Microsoft Staffers Reportedly Oppose ‘Unethical’ TikTok Deal

The US is currently forcing TikTok to be sold to an American company, saying that the would-be transaction must be completed by 15 September or otherwise the popular video-sharing app used by around 100 million users in the US will be banned in the country.

Microsoft staffers don’t want their employer to buy out the short video app TikTok, the brainchild of the Chinese firm ByteDance, as revealed by internal message exchanges cited by the Daily Mail.

Writing on a corporate social network called Yammer, they explicitly stated that it feels like a deal and participation in negotiations to this end are not the right thing to do in terms of ethics.

Another portrayed the talks as “unethical from pretty much any perspective”.

Separately, in a survey on Yammer, seen by Business Insider, 63 percent of staff said “no” when asked whether they were for Microsoft’s potential buyout of TikTok. Another 19 percent of some 250 staffers polled said they “weren’t sure” and just 18 percent said “yes”.

Trump initially announced he would ban TikTok’s Chinese umbrella company from operating in the US on national security grounds, over fears that private data could be harvested through the app upon Beijing’s order – something that China outright denied. The Chinese envoy to the US, Cui Tiankai, said in response that forcing TikTok to sell to Microsoft violated US free market principles. Beijing, for its part, warned the US of “consequences” if it opens “Pandora’s Box” with what a Chinese official called “political manipulation” and a crackdown on a Chinese company. 

Donald Trump’s last-minute decision to allow Microsoft to purchase TikTok, thereby boosting the tech giant’s social media presence, was understood to have been triggered by talks with fellow Republicans and Microsoft CEO Satya Nadella.

The only social network currently owned by Microsoft is LinkedIn – its previous biggest purchase, which cost it $26 billion in 2016.

Neither Facebook nor Google, Microsoft’s potential competitors in the social media domain, can enter the running for TikTok, because of anti-trust issues they are facing over allegations of monopoly rights abuse.

The valuation for TikTok by ByteDance, who earlier complained about facing problems when attempting to go global, has climbed above $50 billion, although US pressure to divest it could lower the price, an earlier Reuters report has it. The deal is to be finalised by 15 September.

Now that the deal is in the making, the key task is reportedly separating TikTok’s technology from ByteDance’s infrastructure, so as to effectively alleviate Washington’s mounting concerns about the integrity of personal data.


* [What is expected]: Only the lines running from the one with "This screenshot has height=304, width=610." to the end of the listing should be returned, each exactly as it appears, with both ends kept.

* [Given records]:

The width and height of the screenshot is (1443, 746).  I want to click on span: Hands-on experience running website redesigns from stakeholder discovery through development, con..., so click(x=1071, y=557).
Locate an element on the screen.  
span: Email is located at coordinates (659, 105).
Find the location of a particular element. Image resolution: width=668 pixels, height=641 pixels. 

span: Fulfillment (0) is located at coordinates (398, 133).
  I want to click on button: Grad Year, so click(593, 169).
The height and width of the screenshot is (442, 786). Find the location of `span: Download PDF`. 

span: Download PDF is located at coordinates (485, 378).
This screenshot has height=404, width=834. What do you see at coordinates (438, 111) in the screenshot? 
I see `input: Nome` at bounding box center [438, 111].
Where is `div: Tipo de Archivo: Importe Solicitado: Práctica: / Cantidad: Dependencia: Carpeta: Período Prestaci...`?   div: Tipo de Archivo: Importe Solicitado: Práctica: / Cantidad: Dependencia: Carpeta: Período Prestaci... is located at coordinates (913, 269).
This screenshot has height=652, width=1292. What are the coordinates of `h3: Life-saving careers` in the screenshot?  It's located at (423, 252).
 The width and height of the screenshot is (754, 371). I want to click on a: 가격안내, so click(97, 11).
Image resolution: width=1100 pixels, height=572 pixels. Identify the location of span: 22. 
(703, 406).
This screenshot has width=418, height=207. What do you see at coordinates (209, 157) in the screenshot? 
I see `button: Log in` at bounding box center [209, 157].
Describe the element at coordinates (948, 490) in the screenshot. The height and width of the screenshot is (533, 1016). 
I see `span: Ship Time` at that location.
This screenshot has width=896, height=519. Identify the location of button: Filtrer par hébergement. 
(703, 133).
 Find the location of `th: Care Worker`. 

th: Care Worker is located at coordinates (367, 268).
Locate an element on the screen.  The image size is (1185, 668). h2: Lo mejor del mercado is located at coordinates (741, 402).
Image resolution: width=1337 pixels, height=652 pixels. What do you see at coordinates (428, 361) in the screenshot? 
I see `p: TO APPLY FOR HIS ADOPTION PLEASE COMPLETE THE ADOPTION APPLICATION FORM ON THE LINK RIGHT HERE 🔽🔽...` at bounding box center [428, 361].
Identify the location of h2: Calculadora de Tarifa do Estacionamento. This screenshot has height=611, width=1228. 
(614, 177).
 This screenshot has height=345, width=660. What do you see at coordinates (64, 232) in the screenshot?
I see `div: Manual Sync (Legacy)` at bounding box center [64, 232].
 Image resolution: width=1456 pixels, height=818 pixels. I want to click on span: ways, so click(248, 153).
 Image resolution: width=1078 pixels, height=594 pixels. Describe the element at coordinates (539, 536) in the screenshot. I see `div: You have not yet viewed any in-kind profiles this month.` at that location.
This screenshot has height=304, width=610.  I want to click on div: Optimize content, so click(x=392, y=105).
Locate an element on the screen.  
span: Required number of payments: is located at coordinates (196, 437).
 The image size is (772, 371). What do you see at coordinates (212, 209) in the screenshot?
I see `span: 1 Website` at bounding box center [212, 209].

* [Answer space]:
This screenshot has height=304, width=610.  I want to click on div: Optimize content, so click(x=392, y=105).
Locate an element on the screen.  
span: Required number of payments: is located at coordinates (196, 437).
 The image size is (772, 371). What do you see at coordinates (212, 209) in the screenshot?
I see `span: 1 Website` at bounding box center [212, 209].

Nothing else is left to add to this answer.